Columns of goose-stepping soldiers and a procession of powerful nuclear missiles rolled through the rain-soaked capital of North Korea on Friday evening, as senior officials from China and Russia joined the country’s leader, Kim Jong-un, for a show of solidarity against the US-led global order.
Kim organised the enormous military parade at the main square of the capital, Pyongyang, to celebrate the 80th anniversary of his ruling Workers’ Party. He used the spectacle to show off his country’s growing geopolitical value as a partner to China and Russia in pushing back against the US.
Joining Kim on the viewing platform were Premier Li Qiang, China’s second-highest-ranking official; Dmitri Medvedev, the deputy chairman of the Security Council of Russia and a close ally of President Vladimir Putin; and To Lam, Vietnam’s Communist Party chief, according to images carried by North Korean state media on Saturday.
The parade was also an opportunity for Kim to highlight the deepening military ties between North Korea and Russia. North Korean soldiers who fought for Russia in its war against Ukraine joined the parade on Friday, carrying the flags of both nations. North Korea has provided Russia with 15,000 troops, according to South Korean officials, and large shipments of artillery shells, rockets and missiles.
The North Koreans will continue to “fulfil their responsibilities in the joint struggle of the progressive mankind for opposing injustice and hegemony and defending justice and peace,” Kim said in a speech before the military parade, a veiled show of defiance against the US-led West.
North Korea has long used military parades for domestic propaganda. They have become more frequent and bigger under Kim, who has also used them as a venue for brandishing new weapons to gain leverage against his enemies, like the US.
The weapons shown off on Friday included military drones, tanks with modern electronic warfare equipment and various missiles, including hypersonic ballistic missiles and Hwasong-20s, North Korea’s newest intercontinental ballistic missiles.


When you transcribe the entries below, keep the wording exact and omit the pictures.

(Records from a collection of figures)
▬▬▬

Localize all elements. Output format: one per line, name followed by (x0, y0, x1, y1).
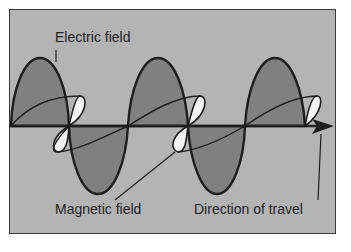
electric-field-label: Electric field (55, 30, 130, 44)
direction-label-leader (318, 134, 321, 200)
direction-of-travel-label: Direction of travel (194, 202, 303, 216)
magnetic-field-label: Magnetic field (55, 202, 141, 216)
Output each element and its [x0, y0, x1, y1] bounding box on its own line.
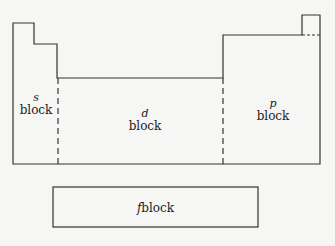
p-block-label: p block	[243, 98, 303, 122]
s-block-text: block	[20, 103, 53, 117]
f-block-text: block	[141, 201, 174, 215]
d-block-label: d block	[110, 108, 180, 132]
f-block-label: fblock	[53, 202, 258, 214]
s-block-label: s block	[14, 92, 58, 116]
p-block-text: block	[257, 109, 290, 123]
main-table-outline	[13, 15, 320, 164]
d-block-text: block	[129, 119, 162, 133]
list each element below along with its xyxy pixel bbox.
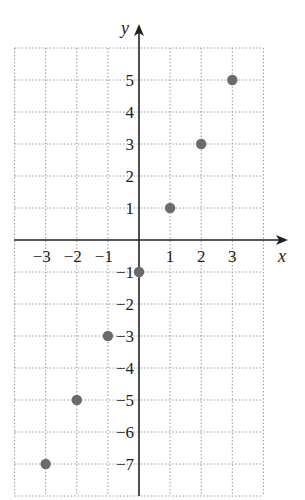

▬▬▬

### ANSWER TO THIS TASK
Localize all elements. Output format: one per line, name followed by (x0, y0, x1, y1).
electric-field-label: Electric field (55, 30, 130, 44)
direction-label-leader (318, 134, 321, 200)
direction-of-travel-label: Direction of travel (194, 202, 303, 216)
magnetic-field-label: Magnetic field (55, 202, 141, 216)
Output each element and its [x0, y0, x1, y1] bounding box on its own line.
p-block-label: p block	[243, 98, 303, 122]
s-block-text: block	[20, 103, 53, 117]
f-block-text: block	[141, 201, 174, 215]
d-block-label: d block	[110, 108, 180, 132]
f-block-label: fblock	[53, 202, 258, 214]
s-block-label: s block	[14, 92, 58, 116]
p-block-text: block	[257, 109, 290, 123]
main-table-outline	[13, 15, 320, 164]
d-block-text: block	[129, 119, 162, 133]
list each element below along with its xyxy pixel bbox.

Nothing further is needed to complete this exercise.